Reflect on how much you wish to externalize your costs when planning an anti-spam system. For example, ipfilter-based blacklists are unforgiving but do not materially affect any other system. Greylisting conserves sender and recipient bandwidth but keeps mail in remote queues longer. Mail bounce messages and challenge/response systems can be (ab)used to mailbomb an unrelated third party. Techniques like tarpitting actively externalize costs by intentionally holding open SMTP connections for long periods of time. DNSBLs require you cede some amount of control to a third party (blacklist maintainers) but ultimately as a mail admin you are responsible for explaining your blocking policy to your users & management. The upshot is that there are ethical considerations that go along with each technology and it's important to be aware of your effect on others.
How tolerant will you be toward misconfigured external systems? (e.g. those without FCrDNS, broken HELO/EHLO strings, unauthorized pipelining, those that don't properly retry after a temporary failure code 4xx, etc.)
How much time, money, bandwidth, and hardware do you want to devote to the problem?
No single technique is effective, but a concerted defense-in-depth approach can substantially reduce inbound garbage. DNSBLs, URIBLs, greylisting, content filtering, and hand-tuned white- and blacklisting work well on my small domain, but I can afford to be more liberal in what I reject.
Unless things have changed recently, blacklisting IPs by country of origin is not terribly effective.
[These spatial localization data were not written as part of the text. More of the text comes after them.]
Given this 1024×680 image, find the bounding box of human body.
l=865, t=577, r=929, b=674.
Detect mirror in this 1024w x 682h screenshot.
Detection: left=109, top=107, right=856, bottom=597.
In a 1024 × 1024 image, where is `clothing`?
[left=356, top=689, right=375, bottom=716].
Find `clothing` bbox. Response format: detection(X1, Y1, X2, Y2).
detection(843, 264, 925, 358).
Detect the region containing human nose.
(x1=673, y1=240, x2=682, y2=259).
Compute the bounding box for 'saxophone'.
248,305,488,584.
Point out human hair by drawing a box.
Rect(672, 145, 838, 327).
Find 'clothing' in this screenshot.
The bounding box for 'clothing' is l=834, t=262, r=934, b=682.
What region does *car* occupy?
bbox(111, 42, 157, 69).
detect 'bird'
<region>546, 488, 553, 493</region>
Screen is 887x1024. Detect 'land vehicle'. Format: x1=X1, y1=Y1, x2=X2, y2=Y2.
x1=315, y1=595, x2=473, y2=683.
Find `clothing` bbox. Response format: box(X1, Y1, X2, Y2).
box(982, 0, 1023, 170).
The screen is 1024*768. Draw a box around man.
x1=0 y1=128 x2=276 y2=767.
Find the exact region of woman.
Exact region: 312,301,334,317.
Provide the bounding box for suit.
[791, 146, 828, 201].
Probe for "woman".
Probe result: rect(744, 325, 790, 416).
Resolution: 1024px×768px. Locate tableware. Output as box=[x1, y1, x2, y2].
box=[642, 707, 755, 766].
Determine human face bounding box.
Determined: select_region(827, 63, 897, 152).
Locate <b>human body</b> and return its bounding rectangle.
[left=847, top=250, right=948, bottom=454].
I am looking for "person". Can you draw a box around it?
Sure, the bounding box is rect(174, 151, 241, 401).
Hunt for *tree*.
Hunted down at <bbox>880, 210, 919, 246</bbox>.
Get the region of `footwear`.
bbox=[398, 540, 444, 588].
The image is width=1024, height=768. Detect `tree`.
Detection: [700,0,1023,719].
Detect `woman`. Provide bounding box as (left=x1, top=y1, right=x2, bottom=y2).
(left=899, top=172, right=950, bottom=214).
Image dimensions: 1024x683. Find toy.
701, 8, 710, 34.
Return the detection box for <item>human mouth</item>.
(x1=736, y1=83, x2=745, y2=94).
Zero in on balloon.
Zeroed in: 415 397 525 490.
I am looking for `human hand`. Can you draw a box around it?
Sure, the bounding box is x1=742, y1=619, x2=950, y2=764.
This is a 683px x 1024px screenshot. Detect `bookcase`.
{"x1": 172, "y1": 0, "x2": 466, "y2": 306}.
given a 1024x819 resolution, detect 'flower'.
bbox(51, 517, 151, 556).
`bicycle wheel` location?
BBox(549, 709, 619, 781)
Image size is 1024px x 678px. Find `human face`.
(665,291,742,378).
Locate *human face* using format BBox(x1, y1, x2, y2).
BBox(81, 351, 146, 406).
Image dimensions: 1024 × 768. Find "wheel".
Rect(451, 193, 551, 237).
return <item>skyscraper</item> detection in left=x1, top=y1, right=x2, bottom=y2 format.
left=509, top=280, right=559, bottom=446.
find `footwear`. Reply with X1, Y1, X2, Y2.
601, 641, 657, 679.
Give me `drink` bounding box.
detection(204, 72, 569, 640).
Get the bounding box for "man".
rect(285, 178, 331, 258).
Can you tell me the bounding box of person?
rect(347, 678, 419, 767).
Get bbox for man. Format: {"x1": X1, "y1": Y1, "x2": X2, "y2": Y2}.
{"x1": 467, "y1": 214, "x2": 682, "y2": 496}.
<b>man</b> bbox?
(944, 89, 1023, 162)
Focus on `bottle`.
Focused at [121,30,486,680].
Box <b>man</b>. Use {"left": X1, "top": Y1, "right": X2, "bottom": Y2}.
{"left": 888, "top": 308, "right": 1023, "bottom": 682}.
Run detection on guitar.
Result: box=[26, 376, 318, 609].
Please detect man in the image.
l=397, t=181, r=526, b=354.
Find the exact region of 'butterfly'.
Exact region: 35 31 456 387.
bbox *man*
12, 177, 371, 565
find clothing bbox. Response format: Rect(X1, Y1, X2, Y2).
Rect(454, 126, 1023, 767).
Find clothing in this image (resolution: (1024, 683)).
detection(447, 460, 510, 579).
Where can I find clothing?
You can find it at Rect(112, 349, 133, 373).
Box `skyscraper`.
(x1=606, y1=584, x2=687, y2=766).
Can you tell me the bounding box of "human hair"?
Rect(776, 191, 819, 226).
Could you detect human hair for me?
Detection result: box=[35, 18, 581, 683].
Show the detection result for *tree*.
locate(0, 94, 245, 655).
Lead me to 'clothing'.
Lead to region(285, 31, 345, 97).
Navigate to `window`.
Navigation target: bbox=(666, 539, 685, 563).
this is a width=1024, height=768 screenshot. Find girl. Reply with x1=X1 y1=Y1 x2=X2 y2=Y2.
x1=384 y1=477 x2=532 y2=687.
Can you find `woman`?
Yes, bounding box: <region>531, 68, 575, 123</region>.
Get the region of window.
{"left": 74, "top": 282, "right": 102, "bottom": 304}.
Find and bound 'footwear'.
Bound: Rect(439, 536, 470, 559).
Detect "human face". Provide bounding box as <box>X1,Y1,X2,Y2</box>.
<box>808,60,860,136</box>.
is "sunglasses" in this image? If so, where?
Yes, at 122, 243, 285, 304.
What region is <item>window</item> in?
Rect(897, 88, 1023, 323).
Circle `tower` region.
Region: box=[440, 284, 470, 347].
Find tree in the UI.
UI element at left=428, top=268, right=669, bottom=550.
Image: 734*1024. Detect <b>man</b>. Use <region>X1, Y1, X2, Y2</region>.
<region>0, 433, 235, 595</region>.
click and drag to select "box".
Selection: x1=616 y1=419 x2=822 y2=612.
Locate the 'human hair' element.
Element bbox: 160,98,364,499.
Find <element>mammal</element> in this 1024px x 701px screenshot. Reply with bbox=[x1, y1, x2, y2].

I had the idea of using ASN and OS fingerprint (via p0f) to judge the quality of an inbound connection but didn't pursue it; the statistics would be interesting to look at but I'm not convinced it would be any more useful than the standard techniques already described. The upside to using GeoIP, ASN, and OS fingerprint info is that while they may individually be weak predictors of connection quality, they are available at TCP/IP connection time, long before you reach the SMTP layer (fsvo "long".) In combination, they may prove to be useful and that would be helpful because spam becomes costlier to block as it approaches the end user.
I'm not trying to be a naysayer; 'oddball' character encodings and GeoIP information probably correlate well to spam but may not be reliable enough to use as single criteria to block mail. However they may well be helpful indicators in a system like Spamassassin. The takeaway is that spam defense is a complex problem in cost-risk-benefit analysis and it's important to know what your values are before implementing or changing a system.